WHITESNAKE, RICKY WARWICK

at House of Blues, June 26



When David Coverdale belts out all that humpahumpa ’bout how he wants to slide it in, go down slow & easy and give me all his love tonight, I suspect it’s really my wife/daughter/mommy/ocelot he’s after, cuz he never sends me flowers and won’t return my calls. Nonetheless he gets forgiven, and not just because he’s a fine tall figure of a 53-year-old English stud with a twinkle in his eye and a gleam in his dental work. No, the former Deep Purple howler is one of the most manful voxationalists around, capable of rocking oh so shamelessly via Whitesnake, his on-and-off project for a quarter-century, and here’s how he does it.

Rule No. 1, of course, is to stock up on shredders, and 2005’s brand of Whitesnake displays nothing but stainless-steel blades. Longtime sidekick Tommy Aldridge was on drums; I have it on good authority that the bathroom was nearly vacant during his lengthy and quite musical solo spot. Uriah Duffy fills in quite gallantly on bass and vocals these days, though he seemed a bit vexed at being omitted from the final group hug. And Coverdale spared no expense on Marshallmen, encouraging the quicksilver trickery of Reb Beach to swordfight with the greasy sausagacity of Doug Aldrich (seen his loose-cannon firepower with Dio?) from the opening rave of “Burn” to the closing jolt of “In the Still of the Night.”

Rule No. 2 — pay attention, kids — has to do with rhythm, and how to break it up, lock it down, bend and stretch it till it cries boogie and ascends to a heaven where even the devoutest Muslim will find no virgins.

Rule No. 3 is to make way for the lion; Coverdale has a rule that no other band member may venture within an elephant’s cock of his flowing locks for the first three-fourths of the set, the better that he may milk his rapport with an audience to whom his love ain’t no stranger, and who exceeded any throng I have ever beheld in their skill at chorusing along with bathetic masterpieces such as “Crying in the Rain.” Wonderfully meaningless music and a balcony full of fake tits makes for timeless entertainment indeed.

Local boy Ricky Warwick’s trio opened, proving beyond doubt that midtempo churn and middlebrow tunesmithery (best evidenced on the jaunty “Long Way Back to Nowhere”), if dead, are far from buried. Buy the drummer a drink; he’s gotta be one bored mother.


Your instructions:
Pictures aside, write out the data exactly as it reads.

———

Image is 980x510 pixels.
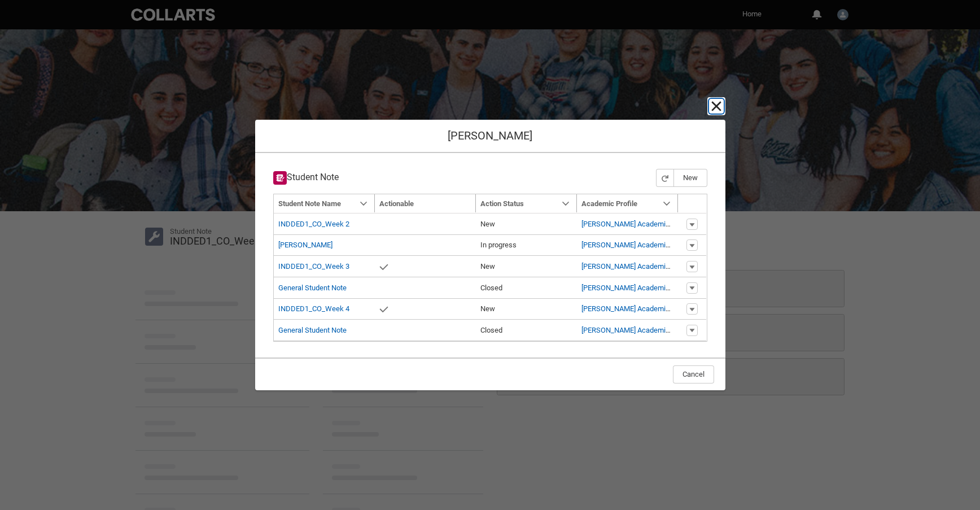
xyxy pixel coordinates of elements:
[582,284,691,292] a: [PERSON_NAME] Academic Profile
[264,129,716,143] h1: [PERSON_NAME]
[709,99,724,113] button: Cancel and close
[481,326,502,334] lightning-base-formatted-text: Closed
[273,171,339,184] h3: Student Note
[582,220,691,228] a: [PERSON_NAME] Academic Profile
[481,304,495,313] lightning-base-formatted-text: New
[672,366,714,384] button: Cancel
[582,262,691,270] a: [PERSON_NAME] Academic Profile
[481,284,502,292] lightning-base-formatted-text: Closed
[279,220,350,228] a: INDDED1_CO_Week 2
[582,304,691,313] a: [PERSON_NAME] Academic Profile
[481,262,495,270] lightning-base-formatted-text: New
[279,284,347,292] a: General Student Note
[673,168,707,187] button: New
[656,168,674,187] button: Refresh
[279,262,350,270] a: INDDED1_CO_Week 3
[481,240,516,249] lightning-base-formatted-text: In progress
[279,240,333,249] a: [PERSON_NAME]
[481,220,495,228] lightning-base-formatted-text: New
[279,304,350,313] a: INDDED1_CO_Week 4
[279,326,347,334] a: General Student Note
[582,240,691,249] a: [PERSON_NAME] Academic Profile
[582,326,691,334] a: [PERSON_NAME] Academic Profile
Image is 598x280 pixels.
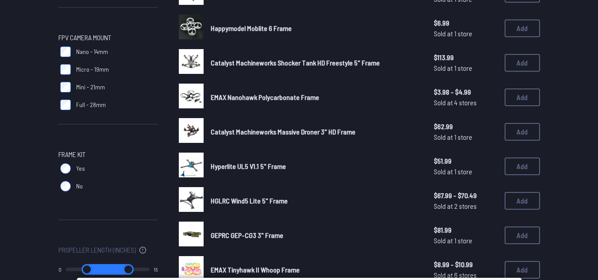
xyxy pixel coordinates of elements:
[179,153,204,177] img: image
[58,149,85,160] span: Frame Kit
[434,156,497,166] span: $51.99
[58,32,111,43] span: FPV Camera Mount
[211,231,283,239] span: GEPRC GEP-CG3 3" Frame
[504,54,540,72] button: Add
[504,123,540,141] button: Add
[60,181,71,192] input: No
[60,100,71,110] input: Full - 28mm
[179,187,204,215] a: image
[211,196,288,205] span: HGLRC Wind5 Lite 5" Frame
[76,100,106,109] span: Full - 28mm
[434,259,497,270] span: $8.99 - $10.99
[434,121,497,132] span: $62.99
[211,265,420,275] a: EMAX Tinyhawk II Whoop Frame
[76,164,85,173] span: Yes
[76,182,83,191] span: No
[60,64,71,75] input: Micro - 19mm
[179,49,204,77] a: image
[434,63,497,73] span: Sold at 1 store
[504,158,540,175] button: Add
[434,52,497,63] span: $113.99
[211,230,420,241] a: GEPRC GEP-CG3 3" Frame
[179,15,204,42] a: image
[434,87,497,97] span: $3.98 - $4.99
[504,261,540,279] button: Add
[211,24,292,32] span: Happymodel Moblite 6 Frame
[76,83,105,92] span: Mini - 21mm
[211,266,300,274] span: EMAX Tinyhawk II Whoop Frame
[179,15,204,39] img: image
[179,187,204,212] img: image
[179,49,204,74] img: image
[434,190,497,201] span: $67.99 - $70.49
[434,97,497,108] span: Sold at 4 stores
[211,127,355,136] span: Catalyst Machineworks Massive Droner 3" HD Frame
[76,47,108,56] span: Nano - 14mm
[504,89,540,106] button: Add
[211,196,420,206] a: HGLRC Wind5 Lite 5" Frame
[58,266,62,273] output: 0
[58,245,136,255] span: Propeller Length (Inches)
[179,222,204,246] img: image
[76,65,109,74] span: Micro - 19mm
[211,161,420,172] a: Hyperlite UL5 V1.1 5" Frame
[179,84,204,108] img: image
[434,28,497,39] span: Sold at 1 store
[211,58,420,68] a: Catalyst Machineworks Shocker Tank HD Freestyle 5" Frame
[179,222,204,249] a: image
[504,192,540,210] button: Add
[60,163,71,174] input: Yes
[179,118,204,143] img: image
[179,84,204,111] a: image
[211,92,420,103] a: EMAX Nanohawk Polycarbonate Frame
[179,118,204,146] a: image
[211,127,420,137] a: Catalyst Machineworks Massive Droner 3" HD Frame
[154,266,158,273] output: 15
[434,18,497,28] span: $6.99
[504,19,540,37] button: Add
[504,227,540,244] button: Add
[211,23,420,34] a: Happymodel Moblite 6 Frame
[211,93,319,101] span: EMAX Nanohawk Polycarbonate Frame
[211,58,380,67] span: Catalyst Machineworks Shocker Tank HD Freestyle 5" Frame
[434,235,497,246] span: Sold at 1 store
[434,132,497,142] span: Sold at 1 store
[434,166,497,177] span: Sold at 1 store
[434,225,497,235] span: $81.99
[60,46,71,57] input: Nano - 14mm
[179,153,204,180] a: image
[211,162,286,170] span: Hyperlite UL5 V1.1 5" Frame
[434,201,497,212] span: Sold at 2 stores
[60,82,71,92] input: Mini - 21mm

———

Response box:
Image is 980x510 pixels.
xyxy pixel coordinates of elements:
[582,284,691,292] a: [PERSON_NAME] Academic Profile
[264,129,716,143] h1: [PERSON_NAME]
[709,99,724,113] button: Cancel and close
[481,326,502,334] lightning-base-formatted-text: Closed
[273,171,339,184] h3: Student Note
[582,220,691,228] a: [PERSON_NAME] Academic Profile
[481,304,495,313] lightning-base-formatted-text: New
[672,366,714,384] button: Cancel
[582,262,691,270] a: [PERSON_NAME] Academic Profile
[481,284,502,292] lightning-base-formatted-text: Closed
[279,220,350,228] a: INDDED1_CO_Week 2
[582,304,691,313] a: [PERSON_NAME] Academic Profile
[481,262,495,270] lightning-base-formatted-text: New
[279,284,347,292] a: General Student Note
[673,168,707,187] button: New
[656,168,674,187] button: Refresh
[279,262,350,270] a: INDDED1_CO_Week 3
[481,240,516,249] lightning-base-formatted-text: In progress
[279,240,333,249] a: [PERSON_NAME]
[481,220,495,228] lightning-base-formatted-text: New
[279,304,350,313] a: INDDED1_CO_Week 4
[279,326,347,334] a: General Student Note
[582,240,691,249] a: [PERSON_NAME] Academic Profile
[582,326,691,334] a: [PERSON_NAME] Academic Profile
Image is 598x280 pixels.
xyxy pixel coordinates of elements:
[179,153,204,177] img: image
[58,149,85,160] span: Frame Kit
[434,156,497,166] span: $51.99
[58,32,111,43] span: FPV Camera Mount
[211,231,283,239] span: GEPRC GEP-CG3 3" Frame
[504,54,540,72] button: Add
[504,123,540,141] button: Add
[60,181,71,192] input: No
[60,100,71,110] input: Full - 28mm
[179,187,204,215] a: image
[211,196,288,205] span: HGLRC Wind5 Lite 5" Frame
[76,100,106,109] span: Full - 28mm
[434,259,497,270] span: $8.99 - $10.99
[434,121,497,132] span: $62.99
[211,265,420,275] a: EMAX Tinyhawk II Whoop Frame
[76,164,85,173] span: Yes
[76,182,83,191] span: No
[60,64,71,75] input: Micro - 19mm
[179,49,204,77] a: image
[434,63,497,73] span: Sold at 1 store
[504,158,540,175] button: Add
[434,52,497,63] span: $113.99
[211,230,420,241] a: GEPRC GEP-CG3 3" Frame
[179,15,204,42] a: image
[434,87,497,97] span: $3.98 - $4.99
[504,261,540,279] button: Add
[211,24,292,32] span: Happymodel Moblite 6 Frame
[76,83,105,92] span: Mini - 21mm
[211,266,300,274] span: EMAX Tinyhawk II Whoop Frame
[179,15,204,39] img: image
[179,187,204,212] img: image
[179,49,204,74] img: image
[434,190,497,201] span: $67.99 - $70.49
[434,97,497,108] span: Sold at 4 stores
[211,127,355,136] span: Catalyst Machineworks Massive Droner 3" HD Frame
[76,47,108,56] span: Nano - 14mm
[504,89,540,106] button: Add
[211,196,420,206] a: HGLRC Wind5 Lite 5" Frame
[58,266,62,273] output: 0
[58,245,136,255] span: Propeller Length (Inches)
[179,222,204,246] img: image
[76,65,109,74] span: Micro - 19mm
[211,161,420,172] a: Hyperlite UL5 V1.1 5" Frame
[179,84,204,108] img: image
[434,28,497,39] span: Sold at 1 store
[211,58,420,68] a: Catalyst Machineworks Shocker Tank HD Freestyle 5" Frame
[179,222,204,249] a: image
[504,192,540,210] button: Add
[60,163,71,174] input: Yes
[179,118,204,143] img: image
[179,84,204,111] a: image
[211,92,420,103] a: EMAX Nanohawk Polycarbonate Frame
[179,118,204,146] a: image
[211,127,420,137] a: Catalyst Machineworks Massive Droner 3" HD Frame
[154,266,158,273] output: 15
[434,18,497,28] span: $6.99
[504,19,540,37] button: Add
[504,227,540,244] button: Add
[211,23,420,34] a: Happymodel Moblite 6 Frame
[211,93,319,101] span: EMAX Nanohawk Polycarbonate Frame
[211,58,380,67] span: Catalyst Machineworks Shocker Tank HD Freestyle 5" Frame
[434,235,497,246] span: Sold at 1 store
[434,132,497,142] span: Sold at 1 store
[434,166,497,177] span: Sold at 1 store
[434,225,497,235] span: $81.99
[60,46,71,57] input: Nano - 14mm
[179,153,204,180] a: image
[211,162,286,170] span: Hyperlite UL5 V1.1 5" Frame
[434,201,497,212] span: Sold at 2 stores
[60,82,71,92] input: Mini - 21mm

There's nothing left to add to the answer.